FOR THE REALITY TV ADDICT: I’M A CELEBRITY
Praise the lockdown lords, because Christmas is coming early to our televisions. My personal pick of the pressies on display on Sunday Nov
15 is not The Crown
(aka Downton Abbey for the Netflix generation) nor Small Axe (chinstroking “issue” drama for the worthy) but yes, the new series of that true classic of the reality genre, ITV’S I’m a Celebrity… Get Me Out of Here! Due to you-know-what, the annual khaki-clad survival contest can’t be staged in its usual Australian jungle setting. For the first time in 20 series, it’s being held right here in the UK. Specifically in the distinctly non-tropical location of Gwrych Castle on the North Wales coast.
I’ll bask in the warm glow of centrally heated schadenfreude as I watch this year’s hopefuls – a promising line-up rumoured to include Mo Farah, Victoria Derbyshire, Charles Ingram, Ruthie Henshall, Ronnie O’sullivan, Eric Cantona and Kate Middleton’s pal Giovanna Fletcher – arrive at their historic, authentically draughty and allegedly haunted new home.
Here they’ll be fed a meagre basic diet of rice, oats and beans, while tackling the infamous Bushtucker Trials. Rather than witchetty grubs and kangaroos’ unmentionables, they’ll likely be subjected to home-grown horrors instead. Tripe! Trotters! Unappetising parts of sheep! Followed by a fitful night’s sleep on a cold, damp stone floor while things go bump in the night.
Forget King or Queen of the Jungle. This year’s intrepid
C-listers are competing to be crowned King or Queen of the Castle. The prize? A Thermos of hot Bovril and a pair of thermal long johns, presumably. It promises to be appointment viewing as a ragtag selection of publicity-seekers shiver, bicker, whinge and wonder why they didn’t sign up in a normal year.
I know what I’ll be watching on the 15th – and it won’t be stiff upper lips in stately homes or bushysideburned social activism. It It’ll be vaguely famous p people freezing their V VIP extremities off, while Ant and Dec (pictured left) s subject them to v various forms of torture for our vicarious amusement. Now that’s entertainment.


• [Task to carry out]
Check each line below for the word "factors". How many have it? Answer with the number only.

** Opening Task material block **

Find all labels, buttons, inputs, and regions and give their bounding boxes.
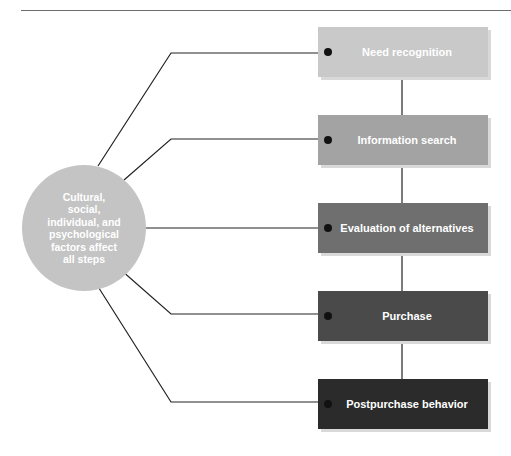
step-need-recognition: Need recognition	[318, 27, 488, 77]
step-label: Evaluation of alternatives	[332, 222, 473, 234]
factor-line-step-2	[124, 139, 328, 180]
connector-dot-icon	[324, 312, 332, 320]
step-label: Postpurchase behavior	[338, 398, 468, 410]
step-postpurchase-behavior: Postpurchase behavior	[318, 379, 488, 429]
factor-line-step-1	[98, 53, 328, 166]
connector-dot-icon	[324, 224, 332, 232]
influencing-factors-label: Cultural, social, individual, and psycho…	[32, 191, 136, 266]
step-purchase: Purchase	[318, 291, 488, 341]
connector-dot-icon	[324, 400, 332, 408]
step-information-search: Information search	[318, 115, 488, 165]
step-label: Need recognition	[354, 46, 452, 58]
factor-line-step-5	[97, 285, 328, 402]
step-evaluation-of-alternatives: Evaluation of alternatives	[318, 203, 488, 253]
connector-dot-icon	[324, 48, 332, 56]
factor-line-step-4	[121, 270, 328, 314]
influencing-factors-circle: Cultural, social, individual, and psycho…	[22, 165, 146, 291]
step-label: Purchase	[374, 310, 432, 322]
step-label: Information search	[349, 134, 456, 146]
connector-dot-icon	[324, 136, 332, 144]
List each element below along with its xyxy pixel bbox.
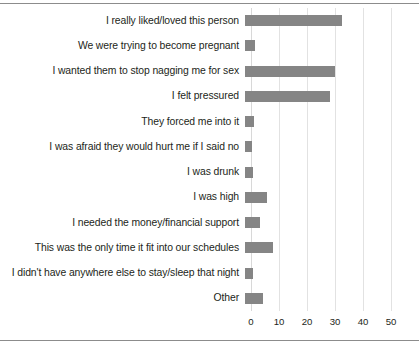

** Closing Task material block **

• [Task output]
2